Paronomasia (pa-ro-no-ma’-si-a): Using words that sound alike but that differ in meaning (punning).
I was going toward the best time of my life. I had won the lotto—$22,000,000,000. That’s a lot of money. Small countries were lining up asking for help paying off their national debts. I told them all no. Why not ask to be annexed by a wealthy first-world country, like China or Germany?
I was headed to “Peter Punster’s Prudent Puns.” It was a school in Newton, New Jersey offering a one-year course of studies in punning, opening doors to the future as comics or pains in the ass. I didn’t know whether I wanted to be a pain in ass the or a comic. I was already a pain in the ass, so I guess I’d become a comic.
Our first day of class we were regaled by Mr. Punster’s nearly non-stop punning: “I’m addicted to brake fluid, but it’s OK because I can stop at any time; What do you call an alligator in a vest? An investigator; What did one eye say to the other? Just between you and me, something smells; I can’t stand Russian dolls. They’re so full of themselves; Why couldn’t the pony sing in the choir? He was a little horse.”
This is just a sample. I felt like yelling fraud. Every one of Mr. Punster’s puns were taken from the internet, from Will Styler’s “A Collection of Terrible Puns.” I went directly to Mr. Punster and told him what I knew. He pulled a pistol out of his desk—it was a flintlock! He told me to go stand in the corner. He asked: “What’s black and white and stands in the corner?” I said I didn’t know. He said “A naughty Panda.” Then, he pointed at his desk and asked: “Why did Arthur have a round table? So nobody could corner him!”
What the hell was going on here? He told me to shut up and not tell anybody what I had discovered, and he would let me live. I agreed to keep my mouth shut: “No word of mouth, just mouth.” Mr. Punster slapped my face and said “That sucked more than a Hoover.”
On our second day of class we made lists of potential pun words: similar words and similar-sounding words with different meanings. The first one I thought of was gun: gun an engine and a gun you shoot people with, and then court: basketball court, legal court, and courting your girlfriend. I thought of about 50 and couldn’t make a pun out of any of them. That’s when I knew I wasn’t cut out to be a punster. So, I dropped out.
At lunch assembly, I got up on stage and announced that Mr, Punster was a fraud—that he couldn’t pun his way out of a wet noodle. That did it. He pulled out his gun and took aim at me. He pulled the trigger and the flintlock made a popping sound and a lead ball rolled out of the barrel. As he tried to quiet the panicked students, I ran out of the lunchroom door, hopped on my motorcycle and went back to being a normal person.

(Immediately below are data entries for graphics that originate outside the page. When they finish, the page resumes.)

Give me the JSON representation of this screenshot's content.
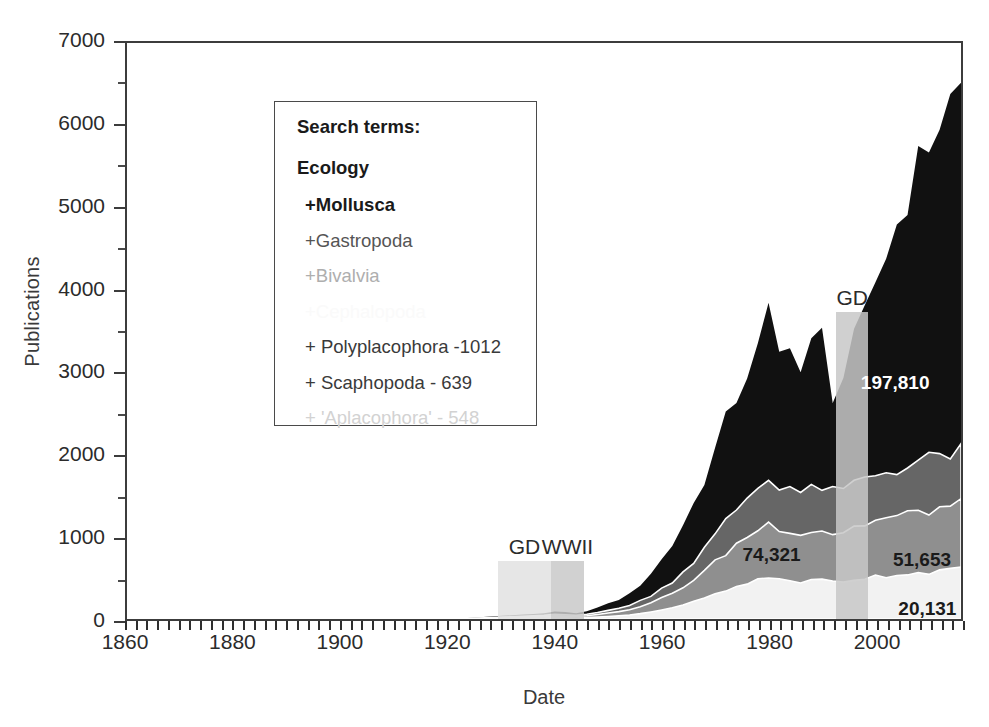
{
  "chart_data": {
    "type": "area",
    "title": "",
    "xlabel": "Date",
    "ylabel": "Publications",
    "xlim": [
      1860,
      2016
    ],
    "ylim": [
      0,
      7000
    ],
    "grid": false,
    "legend_position": "top-left-inset",
    "x_ticks": [
      1860,
      1880,
      1900,
      1920,
      1940,
      1960,
      1980,
      2000
    ],
    "y_ticks": [
      0,
      1000,
      2000,
      3000,
      4000,
      5000,
      6000,
      7000
    ],
    "y_minor_step": 500,
    "x_minor_step": 2,
    "stacked": true,
    "x": [
      1860,
      1865,
      1870,
      1875,
      1880,
      1885,
      1890,
      1895,
      1900,
      1905,
      1910,
      1915,
      1920,
      1923,
      1926,
      1928,
      1930,
      1932,
      1934,
      1936,
      1938,
      1940,
      1942,
      1944,
      1946,
      1948,
      1950,
      1952,
      1954,
      1956,
      1958,
      1960,
      1962,
      1964,
      1966,
      1968,
      1970,
      1972,
      1974,
      1976,
      1978,
      1980,
      1982,
      1984,
      1986,
      1988,
      1990,
      1992,
      1994,
      1996,
      1998,
      2000,
      2002,
      2004,
      2006,
      2008,
      2010,
      2012,
      2014,
      2016
    ],
    "series": [
      {
        "name": "Ecology",
        "color": "#111111",
        "label": "197,810",
        "values": [
          0,
          0,
          0,
          0,
          0,
          0,
          0,
          0,
          0,
          0,
          0,
          0,
          5,
          10,
          20,
          30,
          40,
          45,
          55,
          60,
          70,
          90,
          85,
          70,
          95,
          140,
          190,
          240,
          300,
          420,
          560,
          720,
          900,
          1150,
          1400,
          1700,
          2050,
          2400,
          2700,
          3000,
          3250,
          3700,
          3200,
          3450,
          3000,
          3300,
          3450,
          2750,
          2950,
          3350,
          3650,
          4100,
          4450,
          4800,
          5150,
          5500,
          5800,
          6050,
          6300,
          6450
        ]
      },
      {
        "name": "+Mollusca",
        "color": "#666666",
        "label": "74,321",
        "values": [
          0,
          0,
          0,
          0,
          0,
          0,
          0,
          0,
          0,
          0,
          0,
          0,
          3,
          6,
          12,
          18,
          24,
          28,
          34,
          38,
          44,
          56,
          52,
          44,
          58,
          80,
          105,
          130,
          165,
          220,
          290,
          370,
          460,
          580,
          700,
          850,
          1010,
          1180,
          1330,
          1480,
          1600,
          1700,
          1640,
          1610,
          1540,
          1560,
          1610,
          1530,
          1560,
          1640,
          1700,
          1760,
          1790,
          1830,
          1860,
          1900,
          1940,
          1980,
          2010,
          2040
        ]
      },
      {
        "name": "+Gastropoda",
        "color": "#8f8f8f",
        "label": "51,653",
        "values": [
          0,
          0,
          0,
          0,
          0,
          0,
          0,
          0,
          0,
          0,
          0,
          0,
          2,
          4,
          8,
          12,
          16,
          19,
          23,
          26,
          30,
          38,
          35,
          30,
          40,
          55,
          72,
          90,
          113,
          150,
          198,
          252,
          313,
          394,
          476,
          578,
          686,
          802,
          904,
          1006,
          1088,
          1156,
          1115,
          1094,
          1047,
          1061,
          1094,
          1040,
          1061,
          1115,
          1156,
          1197,
          1217,
          1244,
          1265,
          1292,
          1319,
          1346,
          1367,
          1387
        ]
      },
      {
        "name": "+Bivalvia",
        "color": "#f2f2f2",
        "label": "20,131",
        "values": [
          0,
          0,
          0,
          0,
          0,
          0,
          0,
          0,
          0,
          0,
          0,
          0,
          1,
          2,
          3,
          5,
          7,
          8,
          10,
          11,
          13,
          16,
          15,
          13,
          17,
          24,
          31,
          39,
          49,
          65,
          86,
          110,
          136,
          171,
          207,
          251,
          298,
          348,
          393,
          437,
          473,
          502,
          484,
          475,
          455,
          461,
          475,
          452,
          461,
          484,
          502,
          520,
          529,
          540,
          549,
          561,
          573,
          585,
          594,
          602
        ]
      },
      {
        "name": "+Cephalopoda",
        "color": "#fbfbfb",
        "label": "",
        "values": [
          0,
          0,
          0,
          0,
          0,
          0,
          0,
          0,
          0,
          0,
          0,
          0,
          0,
          0,
          0,
          0,
          0,
          0,
          0,
          0,
          0,
          0,
          0,
          0,
          0,
          0,
          0,
          0,
          0,
          0,
          0,
          0,
          0,
          0,
          0,
          0,
          0,
          0,
          0,
          0,
          0,
          0,
          0,
          0,
          0,
          0,
          0,
          0,
          0,
          0,
          0,
          0,
          0,
          0,
          0,
          0,
          0,
          0,
          0,
          0
        ]
      }
    ],
    "annotations": [
      {
        "name": "great-depression-1",
        "label": "GD",
        "x_start": 1929,
        "x_end": 1939,
        "y_top": 700,
        "color": "#e2e2e2"
      },
      {
        "name": "world-war-two",
        "label": "WWII",
        "x_start": 1939,
        "x_end": 1945,
        "y_top": 700,
        "color": "#c9c9c9"
      },
      {
        "name": "great-depression-2",
        "label": "GD",
        "x_start": 1992,
        "x_end": 1998,
        "y_top": 3700,
        "color": "#c8c8c8"
      }
    ],
    "callouts": [
      {
        "name": "callout-ecology",
        "text": "197,810",
        "x": 2003,
        "y": 2900,
        "style": "on-dark"
      },
      {
        "name": "callout-mollusca",
        "text": "74,321",
        "x": 1980,
        "y": 820,
        "style": "on-light"
      },
      {
        "name": "callout-gastropoda",
        "text": "51,653",
        "x": 2008,
        "y": 760,
        "style": "on-light"
      },
      {
        "name": "callout-bivalvia",
        "text": "20,131",
        "x": 2009,
        "y": 170,
        "style": "on-light"
      }
    ]
  },
  "legend": {
    "heading": "Search terms:",
    "rows": [
      {
        "name": "legend-root-ecology",
        "text": "Ecology",
        "color": "#1a1a1a",
        "weight": "bold",
        "indent": false
      },
      {
        "name": "legend-item-mollusca",
        "text": "+Mollusca",
        "color": "#1a1a1a",
        "weight": "bold",
        "indent": true
      },
      {
        "name": "legend-item-gastropoda",
        "text": "+Gastropoda",
        "color": "#555555",
        "weight": "normal",
        "indent": true
      },
      {
        "name": "legend-item-bivalvia",
        "text": "+Bivalvia",
        "color": "#aeaeae",
        "weight": "normal",
        "indent": true
      },
      {
        "name": "legend-item-cephalopoda",
        "text": "+Cephalopoda",
        "color": "#fafafa",
        "weight": "normal",
        "indent": true
      },
      {
        "name": "legend-item-polyplacophora",
        "text": "+ Polyplacophora -1012",
        "color": "#3a3a3a",
        "weight": "normal",
        "indent": true
      },
      {
        "name": "legend-item-scaphopoda",
        "text": "+ Scaphopoda - 639",
        "color": "#3a3a3a",
        "weight": "normal",
        "indent": true
      },
      {
        "name": "legend-item-aplacophora",
        "text": "+ 'Aplacophora' - 548",
        "color": "#d2d2d2",
        "weight": "normal",
        "indent": true
      }
    ]
  }
}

Have you ever wanted to be something, but didn’t have the skill or ability to be it? I pulled up my pants and said to myself: “If you can’t make it, criticize it.” I decided how being a critic may be just the thing for me. I could channel my anger through other peoples’ literary efforts—offering completely unbalanced readings of their works. No positive side. I’m calling myself “Blackie Spite.” I have a blog called “Ripping You A New One.” I have 500,000 followers who revel in my tasteless bashing of everything I read.
Definition courtesy of “Silva Rhetoricae” (rhetoric.byu.edu).